Although he was fully vindicated, Howard decided to sell Vascular Solutions and retire rather than continue to assume the risks of running a medical device company under the FDA’s gag rule. He spends his retirement speaking out against prosecutorial misconduct and chronicled his experiences in a book, Cardiac Arrest: Five Heart-Stopping Years as a CEO on the Feds’ Hit-List. At today’s event, Howard said that since he started telling his story publicly, he gets emails all the time from people facing the same problem. Sadly, many are forced to plead guilty to these charges, even though they’ve done nothing but share truthful information about lawful treatments, because they can’t afford the type of legal defense that Howard was able to employ.

Next, Prof. Jessica Flanigan argued that the FDA’s censorship policies are immoral, because it is a violation of an individual’s fundamental right to medical autonomy for the government to censor truthful speech about medicine. Ignorance can be deadly, and the censorship of truthful information about medical treatments can cost lives. After all, the FDA isn’t the expert about what is best for a patient, given that person’s needs: The patient is. Whether a drug is acceptably risky is not a medical or a scientific judgment – it is a normative judgment that may vary from person to person. That’s why public officials cannot effectively determine whether the risks of a drug outweigh the benefits, as all people have different values in addition to different medical conditions. And that’s why prohibitions on off-label speech ultimately harm the people they’re intended to help – by depriving them of the information they need to make an informed decision. Rather than ensuring that physicians and patients know what they need to know to make their own decisions, the government has become the decision maker, limiting what people can say, restricting what doctors can prescribe, and dictating what patients can take—all because it thinks it knows what’s best for us. Jessica outlines these and more philosophical arguments for patients’ freedom of choice in her book, Pharmaceutical Freedom: Why Patients Have a Right to Self Medicate.
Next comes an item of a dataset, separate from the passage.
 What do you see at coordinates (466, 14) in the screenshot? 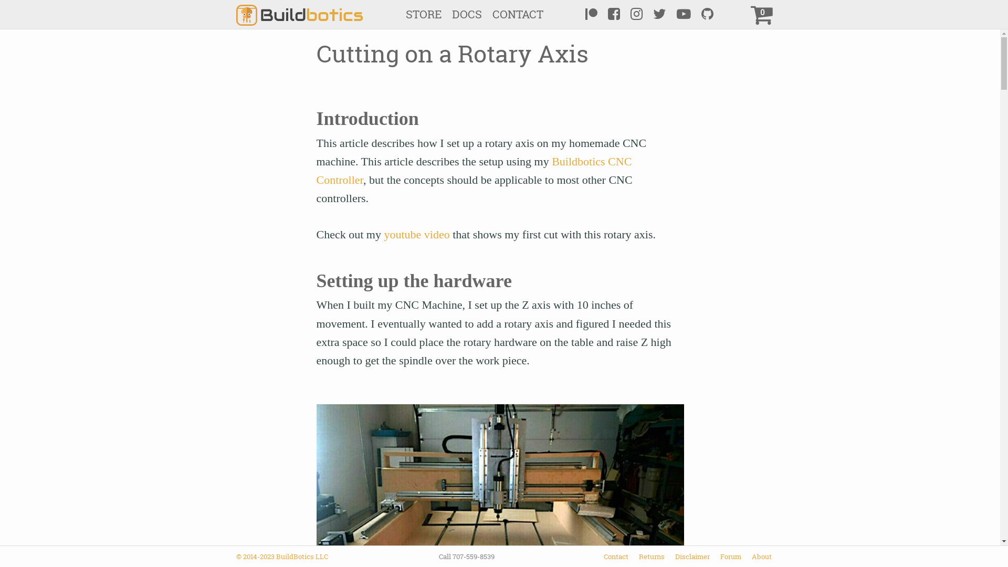
I see `DOCS` at bounding box center [466, 14].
Finally, I argued that this censorship doesn’t just hurt patients; it violates the constitutional right to free speech. Yet companies are subject to criminal penalties for communicating to doctors valuable and truthful information about lawful off-label uses for approved treatments.

The few courts that have directly addressed this issue have said that the Constitution protects a company’s right to share information about off-label uses. Unfortunately, the FDA has developed a disturbing practice of settling these cases or otherwise preventing the courts from making clear just when and how drug companies can share information. In fact, after the Second Circuit said in U.S. v. Caronia that truthful off-label speech is protected by the First Amendment, the FDA literally ignored the ruling, saying it would not change the way the Agency prosecutes speech.

Despite myriad calls for reform, lawmakers haven’t come to the rescue. Over a year ago, the FDA introduced very modest (and ultimately, unhelpful) reforms in an effort to clarify its off-label policy. After several delays, the Agency announced it would postpone that proposal indefinitely. So long as Congress and the courts continue to allow the FDA to censor speech by medical experts about the legal use of legal medicines, they and their patients will suffer from the lack of clear standards regarding what information can be shared about treatment options.

Fortunately, states are stepping up to protect the rights of doctors and pharmaceutical companies to freely share research and information about legal medical treatments. The Free Speech in Medicine Act passed the Arizona legislature last year with unanimous, bipartisan support. This year, several states have already introduced similar bills, with more states to come.

Lawmakers in other states can—and should—follow Arizona’s example, restoring the right to freely exchange truthful information about legal treatments, and providing healthcare providers and payers with the tools they need to make informed healthcare decisions for patients.

Read more about how your state can protect free speech in medicine here.

Missed “Overturning the FDA’s Gag Rule?” Watch it here.

Christina Sandefur is Executive Vice President at the Goldwater Institute.